BIOGRAPHY
Professor Effy Vayena leads an interdisciplinary team at the Health Ethics and Policy Lab at the Swiss Federal Institute of Technology in Zurich, where she focuses on ethical and policy challenges in precision medicine and digital health.
Her research centres around the medical applications of big data, that is, the exceptionally large and wide-reaching datasets currently available to healthcare officials and governments. Her talks cover the ethical implications of using such data, including concerns over privacy, consent, accountability, and the development of an involved, data-literate public.
Effy co-chaired the World Health Organisation’s expert group on the Ethics and Governance of AI for Health. The group was tasked with developing guidance and recommendations for Health AI. Published in 2021, it’s the first such global guidance in the space of health.
Effy served in the Swiss Science Task Force for COVID-19. She has also been an advisor board member for the World Economic Forum’s Global Risk Report.
Effy Vayena studied Medical History and Bioethics at the University of Minnesota before completing her habilitation in Bioethics and Health Policy at the University of Zürich. She spent several years working for the WHO, for whom she continues to act as a consultant.
She was awarded a professorship by the Swiss National Science Foundation for her work on the ethics of personalised medicine. She is a visiting faculty member of the Harvard Centre for Bioethics at the Harvard Medical School, a faculty associate at the Berkman Klein Centre for Internet and Society at Harvard University, and has presented talks to a worldwide audience of academic institutions and world governments.
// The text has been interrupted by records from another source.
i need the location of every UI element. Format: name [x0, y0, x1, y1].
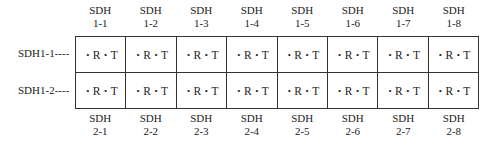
port-label: SDH2-7	[378, 112, 429, 138]
dot-icon: •	[457, 50, 461, 60]
port-cell: •R•T	[176, 73, 226, 108]
port-cell: •R•T	[277, 37, 327, 72]
dot-icon: •	[255, 86, 259, 96]
dot-icon: •	[237, 50, 241, 60]
dot-icon: •	[205, 86, 209, 96]
dot-icon: •	[306, 86, 310, 96]
port-label: SDH2-8	[429, 112, 480, 138]
row-label-sdh1-2: SDH1-2----	[18, 84, 69, 96]
port-cell: •R•T	[125, 37, 175, 72]
port-cell: •R•T	[428, 37, 478, 72]
port-cell: •R•T	[226, 73, 276, 108]
dot-icon: •	[457, 86, 461, 96]
port-cell: •R•T	[327, 37, 377, 72]
dot-icon: •	[104, 50, 108, 60]
port-label: SDH2-6	[328, 112, 379, 138]
port-cell: •R•T	[377, 37, 427, 72]
port-label: SDH2-1	[75, 112, 126, 138]
bottom-port-labels: SDH2-1 SDH2-2 SDH2-3 SDH2-4 SDH2-5 SDH2-…	[75, 112, 479, 138]
dot-icon: •	[137, 86, 141, 96]
port-grid: •R•T •R•T •R•T •R•T •R•T •R•T •R•T •R•T …	[75, 36, 479, 109]
port-cell: •R•T	[76, 73, 125, 108]
port-label: SDH1-1	[75, 4, 126, 30]
port-label: SDH1-5	[277, 4, 328, 30]
dot-icon: •	[338, 50, 342, 60]
grid-row-1: •R•T •R•T •R•T •R•T •R•T •R•T •R•T •R•T	[76, 37, 478, 72]
dot-icon: •	[356, 86, 360, 96]
dot-icon: •	[104, 86, 108, 96]
port-label: SDH2-4	[227, 112, 278, 138]
port-label: SDH2-5	[277, 112, 328, 138]
dot-icon: •	[154, 50, 158, 60]
dot-icon: •	[288, 86, 292, 96]
dot-icon: •	[154, 86, 158, 96]
port-label: SDH1-8	[429, 4, 480, 30]
port-label: SDH1-6	[328, 4, 379, 30]
port-cell: •R•T	[176, 37, 226, 72]
dot-icon: •	[205, 50, 209, 60]
port-cell: •R•T	[226, 37, 276, 72]
dot-icon: •	[406, 50, 410, 60]
grid-row-2: •R•T •R•T •R•T •R•T •R•T •R•T •R•T •R•T	[76, 72, 478, 108]
dot-icon: •	[439, 50, 443, 60]
port-cell: •R•T	[125, 73, 175, 108]
port-label: SDH1-4	[227, 4, 278, 30]
dot-icon: •	[388, 50, 392, 60]
port-cell: •R•T	[327, 73, 377, 108]
dot-icon: •	[137, 50, 141, 60]
port-label: SDH2-2	[126, 112, 177, 138]
dot-icon: •	[187, 50, 191, 60]
dot-icon: •	[306, 50, 310, 60]
port-cell: •R•T	[277, 73, 327, 108]
dot-icon: •	[86, 50, 90, 60]
row-label-sdh1-1: SDH1-1----	[18, 47, 69, 59]
dot-icon: •	[187, 86, 191, 96]
dot-icon: •	[338, 86, 342, 96]
port-label: SDH1-2	[126, 4, 177, 30]
port-label: SDH1-7	[378, 4, 429, 30]
dot-icon: •	[406, 86, 410, 96]
dot-icon: •	[255, 50, 259, 60]
dot-icon: •	[388, 86, 392, 96]
port-cell: •R•T	[76, 37, 125, 72]
port-cell: •R•T	[377, 73, 427, 108]
top-port-labels: SDH1-1 SDH1-2 SDH1-3 SDH1-4 SDH1-5 SDH1-…	[75, 4, 479, 30]
port-label: SDH1-3	[176, 4, 227, 30]
dot-icon: •	[439, 86, 443, 96]
dot-icon: •	[237, 86, 241, 96]
dot-icon: •	[288, 50, 292, 60]
port-cell: •R•T	[428, 73, 478, 108]
dot-icon: •	[356, 50, 360, 60]
dot-icon: •	[86, 86, 90, 96]
port-label: SDH2-3	[176, 112, 227, 138]
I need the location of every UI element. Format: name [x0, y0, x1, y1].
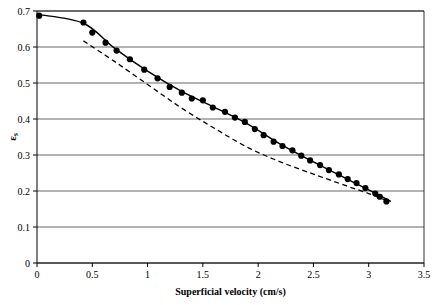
x-axis-tick-label: 1.5: [197, 269, 210, 280]
x-axis-tick-label: 1: [145, 269, 150, 280]
y-axis-tick-label: 0.2: [18, 186, 31, 197]
x-axis-tick-label: 0.5: [86, 269, 99, 280]
scatter-plot: 00.10.20.30.40.50.60.700.511.522.533.5Su…: [0, 0, 437, 305]
x-axis-title: Superficial velocity (cm/s): [175, 286, 286, 298]
y-axis-title-subscript: s: [11, 133, 20, 136]
y-axis-tick-label: 0.6: [18, 42, 31, 53]
y-axis-tick-label: 0.3: [18, 150, 31, 161]
y-axis-tick-label: 0.1: [18, 222, 31, 233]
y-axis-tick-label: 0.5: [18, 78, 31, 89]
x-axis-tick-label: 3: [366, 269, 371, 280]
y-axis-tick-label: 0: [25, 258, 30, 269]
x-axis-tick-label: 2.5: [307, 269, 320, 280]
y-axis-tick-label: 0.4: [18, 114, 31, 125]
x-axis-tick-label: 2: [256, 269, 261, 280]
y-axis-title-text: εs: [6, 133, 20, 141]
y-axis-title: εs: [6, 133, 20, 141]
y-axis-tick-label: 0.7: [18, 6, 31, 17]
chart-container: 00.10.20.30.40.50.60.700.511.522.533.5Su…: [0, 0, 437, 305]
data-point-marker: [36, 13, 42, 19]
x-axis-tick-label: 3.5: [418, 269, 431, 280]
x-axis-tick-label: 0: [35, 269, 40, 280]
plot-background: [37, 11, 424, 263]
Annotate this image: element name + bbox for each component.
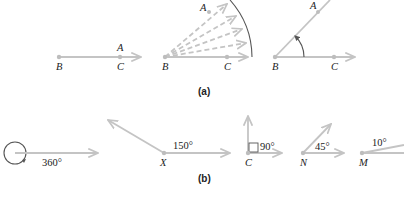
label-a: A	[116, 42, 124, 53]
angle-10: 10° M	[358, 137, 404, 168]
point-c	[225, 55, 229, 59]
label-c: C	[331, 61, 339, 72]
ray-upper-left	[108, 120, 164, 153]
point-c	[332, 55, 336, 59]
degree-label: 360°	[42, 157, 62, 168]
angle-diagram: A B C A B C A B	[0, 0, 404, 211]
figure-zero-angle: A B C	[56, 42, 141, 72]
vertex-point	[360, 151, 364, 155]
angle-360: 360°	[4, 142, 98, 168]
figure-angle-abc: A B C	[272, 0, 355, 72]
panel-b: 360° 150° X 90° C 45° N	[4, 116, 404, 184]
vertex-label: M	[358, 157, 369, 168]
label-b: B	[56, 61, 63, 72]
angle-arc	[295, 36, 304, 57]
caption-a: (a)	[198, 86, 210, 97]
degree-label: 10°	[372, 137, 387, 148]
point-a	[207, 10, 211, 14]
angle-45: 45° N	[299, 124, 344, 168]
dashed-ray-1	[165, 43, 246, 57]
vertex-label: C	[245, 157, 253, 168]
point-b	[57, 55, 61, 59]
degree-label: 150°	[173, 140, 193, 151]
degree-label: 90°	[260, 141, 275, 152]
vertex-point	[246, 151, 250, 155]
panel-a: A B C A B C A B	[56, 0, 355, 97]
angle-150: 150° X	[108, 120, 230, 168]
label-a: A	[199, 2, 207, 13]
degree-label: 45°	[315, 141, 330, 152]
dashed-ray-4	[165, 4, 227, 57]
vertex-point	[301, 151, 305, 155]
dashed-ray-2	[165, 29, 242, 57]
point-c	[118, 55, 122, 59]
caption-b: (b)	[198, 173, 211, 184]
point-b	[163, 55, 167, 59]
label-c: C	[224, 61, 232, 72]
label-c: C	[117, 61, 125, 72]
figure-rotating-ray: A B C	[162, 0, 252, 72]
label-a: A	[309, 0, 317, 11]
point-b	[273, 55, 277, 59]
vertex-point	[162, 151, 166, 155]
label-b: B	[272, 61, 279, 72]
angle-90: 90° C	[245, 116, 282, 168]
right-angle-marker	[249, 143, 258, 152]
vertex-label: X	[159, 157, 167, 168]
vertex-label: N	[299, 157, 308, 168]
label-b: B	[162, 61, 169, 72]
point-a	[316, 10, 320, 14]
For more information on Effy Vayena’s speaking topics, contact leo@vbqspeakers.com.
EFFY VAYENA: SPEAKER
Whilst developments in precision medicine and digital health promise a new age in healthcare, they also raise profound ethical and economic questions. Effy’s talks use innovative, multidisciplinary thinking about bioethics to suggest concrete policy recommendations for an age of data-driven, personalised medicine. More broadly, she can use the lens of healthtech to examine AI, data and the metaverse. Her insights are essential for organisations looking to understand the possibilities and potential pitfalls of such new technologies.